CCAB Chooses Slightly More Flexibility for SEDUs
The months long progress over inches and feet at the Construction Code Advisory Board (CCAB) has come to a close and a recommendation has been made to modestly improve the friction between the land use code that allows a minimum sized unit for Small Efficiency Dwelling Units (SEDUs) of 220 square feet and the building code which has prescriptions that make achieving that size hard to do. When unit sizes get smaller it becomes more difficult to cram all the requirements mandated by the building code for minimum spaces for uses in the unit. Here is the status quo.
This option is forced actual unit sizes up into the 250 to 300 square foot range. Remember, the more units in a building the lower the rents. This fact was hotly disputed at CCAB and most members of the committee rejected the notion that when unit sizes are smaller and unit counts higher that rents are cheaper even though the price per square foot per unit is higher than bigger units. It’s just math. But this didn’t quite sink in. It was why I proposed the most flexible solution we could think of.
This option requires only 70 square feet of “living room” within the unit but keeps all the other basic requirements for other sizes. This option was rejected. In the parlance of Goldilocks, this option was too hot. Worries about bad design resulting or people eating on their beds ended up making most committee members uncomfortable. Then there is increases in density — simply more people being able to live in a building — that bothered neighborhood representatives.
David Neiman’s proposal was a little more nuanced keeping the 150 foot living room requirement but allowing more flexibility in its application in relation to other requirements and allowed for built in closets which wouldn’t be counted against the living room requirement.
We also considered a middle option of 100 square feet of living room as well. In the end, the recommendations spanned from mine, the most flexible and minimalist to the status quo. As the living room sizes got larger so did the possible exemptions to allow more flexibility in how the living room could be used (e.g. built ins or murphy beds).

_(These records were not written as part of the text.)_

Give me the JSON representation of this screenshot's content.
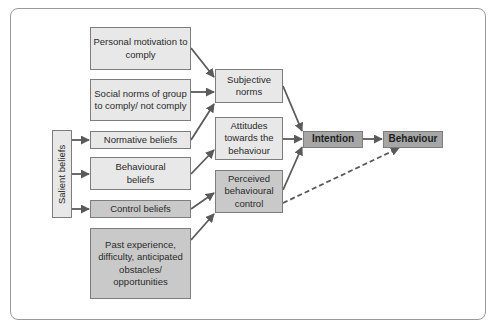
{
  "diagram": {
    "nodes": {
      "personal_motivation": "Personal motivation to comply",
      "social_norms": "Social norms of group to comply/ not comply",
      "normative_beliefs": "Normative beliefs",
      "behavioural_beliefs": "Behavioural beliefs",
      "control_beliefs": "Control beliefs",
      "past_experience": "Past experience, difficulty, anticipated obstacles/ opportunities",
      "salient_beliefs": "Salient beliefs",
      "subjective_norms": "Subjective norms",
      "attitudes": "Attitudes towards the behaviour",
      "perceived_control": "Perceived behavioural control",
      "intention": "Intention",
      "behaviour": "Behaviour"
    },
    "edges": [
      {
        "from": "personal_motivation",
        "to": "subjective_norms",
        "style": "solid"
      },
      {
        "from": "social_norms",
        "to": "subjective_norms",
        "style": "solid"
      },
      {
        "from": "normative_beliefs",
        "to": "subjective_norms",
        "style": "solid"
      },
      {
        "from": "behavioural_beliefs",
        "to": "attitudes",
        "style": "solid"
      },
      {
        "from": "control_beliefs",
        "to": "perceived_control",
        "style": "solid"
      },
      {
        "from": "past_experience",
        "to": "perceived_control",
        "style": "solid"
      },
      {
        "from": "salient_beliefs",
        "to": "normative_beliefs",
        "style": "solid"
      },
      {
        "from": "salient_beliefs",
        "to": "behavioural_beliefs",
        "style": "solid"
      },
      {
        "from": "salient_beliefs",
        "to": "control_beliefs",
        "style": "solid"
      },
      {
        "from": "subjective_norms",
        "to": "intention",
        "style": "solid"
      },
      {
        "from": "attitudes",
        "to": "intention",
        "style": "solid"
      },
      {
        "from": "perceived_control",
        "to": "intention",
        "style": "solid"
      },
      {
        "from": "intention",
        "to": "behaviour",
        "style": "solid"
      },
      {
        "from": "perceived_control",
        "to": "behaviour",
        "style": "dashed"
      }
    ],
    "colors": {
      "light_fill": "#e8e8e8",
      "mid_fill": "#c9c9c9",
      "dark_fill": "#a6a6a6",
      "arrow": "#5a5a5a",
      "border": "#7d7d7d"
    }
  }
}
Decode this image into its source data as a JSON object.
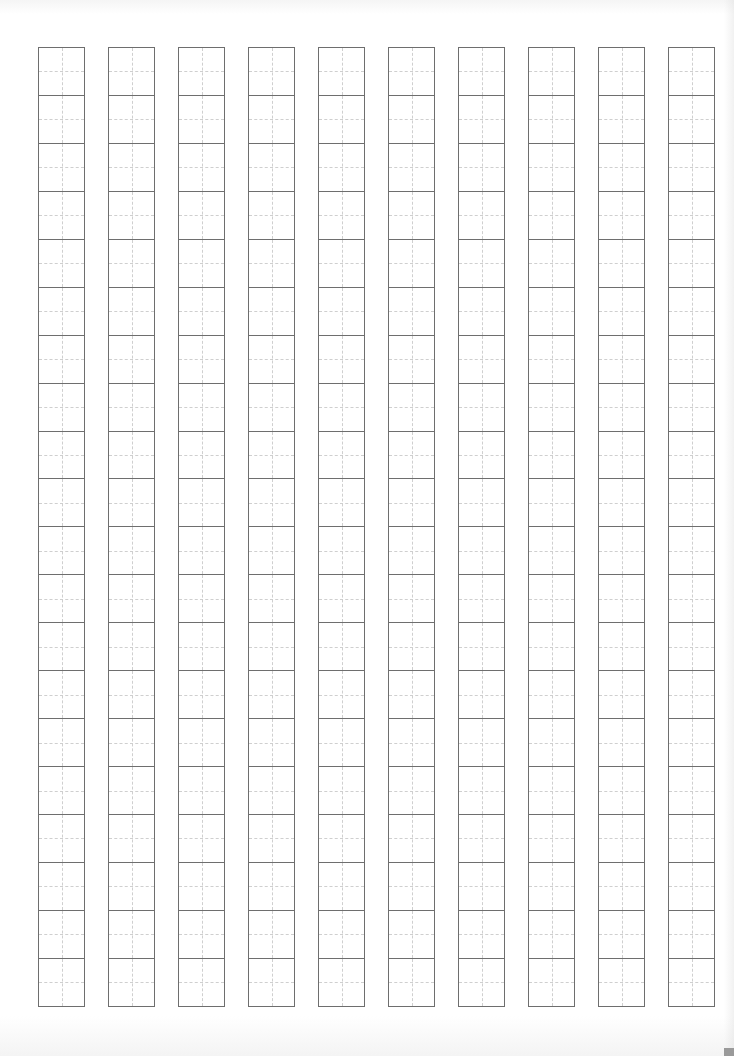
{
  "sheet": {
    "type": "tianzige-practice-grid",
    "columns": 10,
    "rows_per_column": 20,
    "column_lefts": [
      38,
      108,
      178,
      248,
      318,
      388,
      458,
      528,
      598,
      668
    ],
    "column_top": 47,
    "column_width": 47,
    "cell_height": 47.95,
    "border_color": "#6e6e6e",
    "guide_color": "#cfcfcf",
    "background": "#ffffff"
  }
}
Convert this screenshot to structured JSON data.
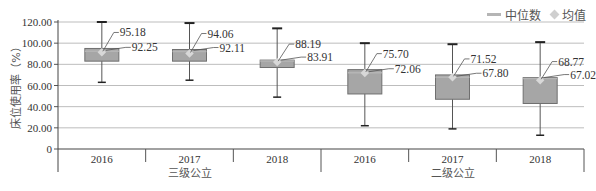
{
  "chart_data": {
    "type": "boxplot",
    "title": "",
    "xlabel": "",
    "ylabel": "床位使用率（%）",
    "ylim": [
      0,
      120
    ],
    "yticks": [
      "0",
      "20.00",
      "40.00",
      "60.00",
      "80.00",
      "100.00",
      "120.00"
    ],
    "grid": true,
    "legend_position": "top-right",
    "legend": [
      {
        "label": "中位数",
        "marker": "line",
        "color": "#b5b5b5"
      },
      {
        "label": "均值",
        "marker": "diamond",
        "color": "#cfcfcf"
      }
    ],
    "groups": [
      {
        "label": "三级公立",
        "categories": [
          "2016",
          "2017",
          "2018"
        ]
      },
      {
        "label": "二级公立",
        "categories": [
          "2016",
          "2017",
          "2018"
        ]
      }
    ],
    "categories": [
      "2016",
      "2017",
      "2018",
      "2016",
      "2017",
      "2018"
    ],
    "series": [
      {
        "group": "三级公立",
        "year": "2016",
        "whisker_high": 120,
        "q3": 95,
        "q1": 83,
        "whisker_low": 63,
        "mean": 95.18,
        "median": 92.25
      },
      {
        "group": "三级公立",
        "year": "2017",
        "whisker_high": 119,
        "q3": 94,
        "q1": 83,
        "whisker_low": 65,
        "mean": 94.06,
        "median": 92.11
      },
      {
        "group": "三级公立",
        "year": "2018",
        "whisker_high": 114,
        "q3": 84,
        "q1": 77,
        "whisker_low": 49,
        "mean": 88.19,
        "median": 83.91
      },
      {
        "group": "二级公立",
        "year": "2016",
        "whisker_high": 100,
        "q3": 75,
        "q1": 52,
        "whisker_low": 22,
        "mean": 75.7,
        "median": 72.06
      },
      {
        "group": "二级公立",
        "year": "2017",
        "whisker_high": 99,
        "q3": 70,
        "q1": 47,
        "whisker_low": 19,
        "mean": 71.52,
        "median": 67.8
      },
      {
        "group": "二级公立",
        "year": "2018",
        "whisker_high": 101,
        "q3": 67.5,
        "q1": 43,
        "whisker_low": 13,
        "mean": 68.77,
        "median": 67.02
      }
    ],
    "annotations": [
      {
        "text": "95.18"
      },
      {
        "text": "92.25"
      },
      {
        "text": "94.06"
      },
      {
        "text": "92.11"
      },
      {
        "text": "88.19"
      },
      {
        "text": "83.91"
      },
      {
        "text": "75.70"
      },
      {
        "text": "72.06"
      },
      {
        "text": "71.52"
      },
      {
        "text": "67.80"
      },
      {
        "text": "68.77"
      },
      {
        "text": "67.02"
      }
    ],
    "colors": {
      "box_fill": "#a6a6a6",
      "box_stroke": "#6f6f6f",
      "grid": "#bdbdbd",
      "whisker": "#555555"
    }
  }
}
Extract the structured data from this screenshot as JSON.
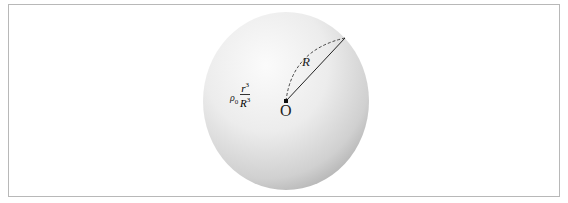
{
  "diagram": {
    "density_label": {
      "symbol": "ρ",
      "subscript": "0",
      "numerator": "r",
      "numerator_power": "3",
      "denominator": "R",
      "denominator_power": "3"
    },
    "radius_label": "R",
    "center_label": "O",
    "colors": {
      "frame": "#b8b8b8",
      "sphere_light": "#fafafa",
      "sphere_dark": "#b9b9b9",
      "line": "#222222"
    }
  }
}
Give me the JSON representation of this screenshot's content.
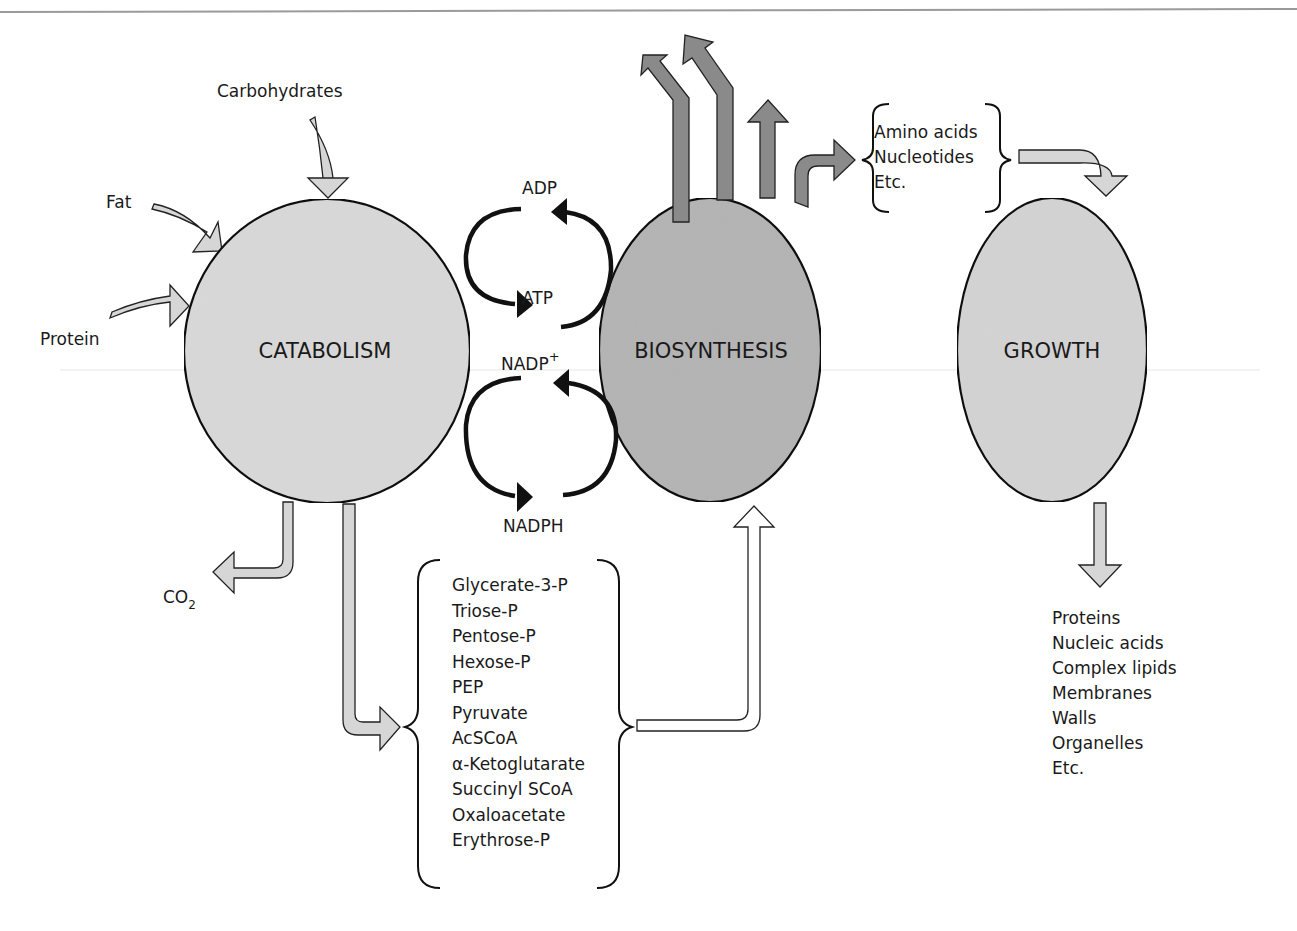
{
  "colors": {
    "light_fill": "#d9d9d9",
    "dark_fill": "#b5b5b5",
    "arrow_dark": "#8a8a8a",
    "arrow_light": "#d6d6d6",
    "outline": "#111111"
  },
  "nodes": {
    "catabolism": "CATABOLISM",
    "biosynthesis": "BIOSYNTHESIS",
    "growth": "GROWTH"
  },
  "inputs": {
    "carbohydrates": "Carbohydrates",
    "fat": "Fat",
    "protein": "Protein"
  },
  "cofactors": {
    "adp": "ADP",
    "atp": "ATP",
    "nadp": "NADP",
    "nadp_sup": "+",
    "nadph": "NADPH"
  },
  "co2": {
    "main": "CO",
    "sub": "2"
  },
  "precursors": [
    "Glycerate-3-P",
    "Triose-P",
    "Pentose-P",
    "Hexose-P",
    "PEP",
    "Pyruvate",
    "AcSCoA",
    "α-Ketoglutarate",
    "Succinyl SCoA",
    "Oxaloacetate",
    "Erythrose-P"
  ],
  "building_blocks": [
    "Amino acids",
    "Nucleotides",
    "Etc."
  ],
  "growth_products": [
    "Proteins",
    "Nucleic acids",
    "Complex lipids",
    "Membranes",
    "Walls",
    "Organelles",
    "Etc."
  ]
}
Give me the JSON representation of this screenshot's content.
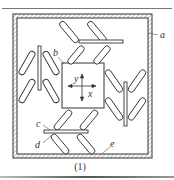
{
  "figure": {
    "caption": "(1)",
    "labels": {
      "a": "a",
      "b": "b",
      "c": "c",
      "d": "d",
      "e": "e"
    },
    "axes": {
      "x_label": "x",
      "y_label": "y"
    },
    "colors": {
      "line": "#333333",
      "hatch": "#777777",
      "background": "#ffffff"
    }
  }
}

In the end, the winner was what we called Option 2 by Judy Tucker, chair of the process.
This option is a modest increase in flexibility from the status quo, allowing 120 square feet of living room (min 7’ dimension) by allowing 30 square feet for built ins or other things.
If all of this seems confusing, it is, and I was there for all the meetings. Part of this is why this was a problem in the first place: developers, builders, and architects find it confusing too. The idea some of us had was just to make a change to make the building code and land use code line up in a way so very simple and very consistent that anyone could understand. While I don’t think we did that, my understanding is that Option 2 will end up allowing for smaller units, just not as small as the land use code allows, 220 square feet. There are just too many conflicts of things that need to be done in those 220 square feet to work. But adding up those 30 square feet means a few more units, and a few more people housed more affordably.
I suppose the ongoing disappointment is that the CCAB still seemed to believe in spite of the math, that the smallness of units has little to do with the price of rent but trying to cram more units to generate additional profits. The sense from the group, made up of professionals from the world of design and engineering, is that allowing too much flexibility would lead to bad design and people being forced to live in ways that are inhuman; this is a view shared with the neighborhood opponents. In the case of the neighborhoods it truly is a red herring; they really don’t care about the conditions, they mention them to create a state of affairs where those units won’t happen at all. The professionals, I think, really do believe they are looking out for future, suffering tenants.
In the end, Tucker ran a very fair and, I think, open process. She was very patient with people’s frustrations and did manage to keep steering us back from the big philosophical and economic questions to the Goldilocks question: which change to the rules would result in a mix of minimums and flexibility that is “just right.” For now, we have our answer.